Nicole Dombeck (ndombeck@bucknell.edu)
Hi! I'm Nicole, and in the summer of 2002 I went to Brown University in Providence, Rhode Island to participate in the CRA's Distributed Mentor Project. I'm a senior at Bucknell University majoring in computer science and working for a minor in creative writing. My hobbies are writing, drawing, karate, and computer games. This was my first summer with the project. I wish I had found out about it earlier and had more summers to participate in the project because this summer was great.

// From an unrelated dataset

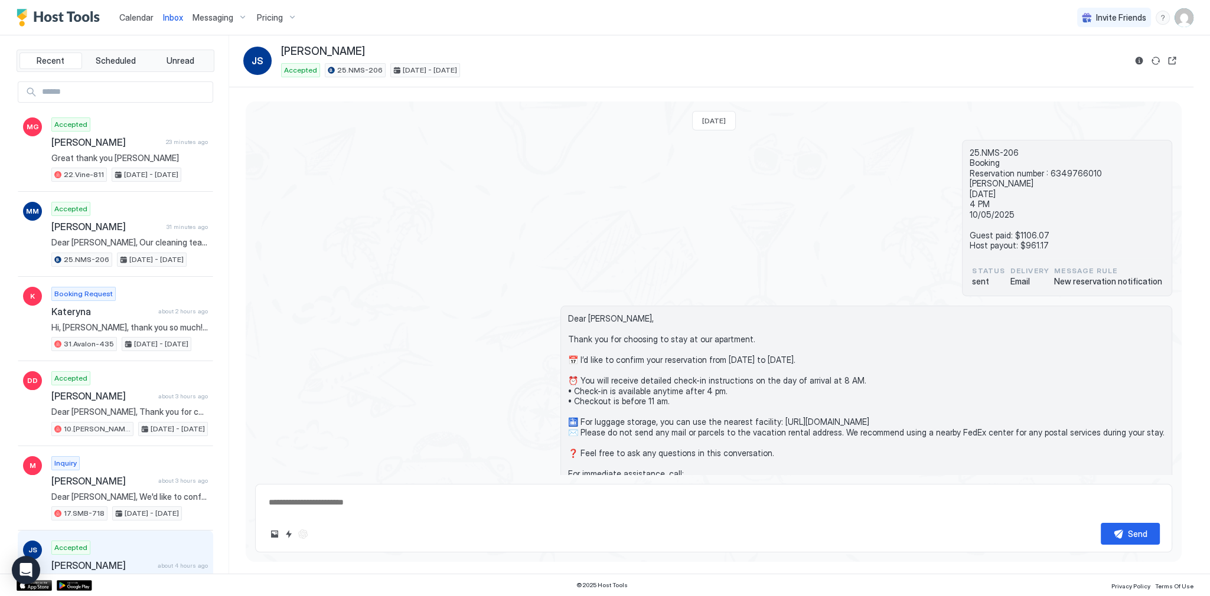 The height and width of the screenshot is (596, 1210). What do you see at coordinates (61, 18) in the screenshot?
I see `a: Host Tools Logo` at bounding box center [61, 18].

I mentored with Amy Greenwald on an agent called RoxyBot for the 2002 Trading Agent Competition (TAC). TAC is a competition where teams from all over the world write travel agents that bid on tickets in simultaneous auctions for eight clients. While RoxyBot itself has no real-world application, the algorithms and theories behind RoxyBot and the other agents may be helpful when computers start to be used for online auctions. You can learn more about TAC 2002 at their website. Amy and RoxyBot's have competed all three years in this competition, so most of my work this summer was with an existing program. I learned about the theories behind RoxyBot and a few other agents, but didn't do any real theorizing myself. I don't think AI is the computer field for me, but I still got a lot of experience and had a lot of fun working with the program. My main job on the project was to write a threaded version of RoxyBot. I also did a lot of debugging with the original program and wrote a Perl script to test different algorithms against each other in real TAC games.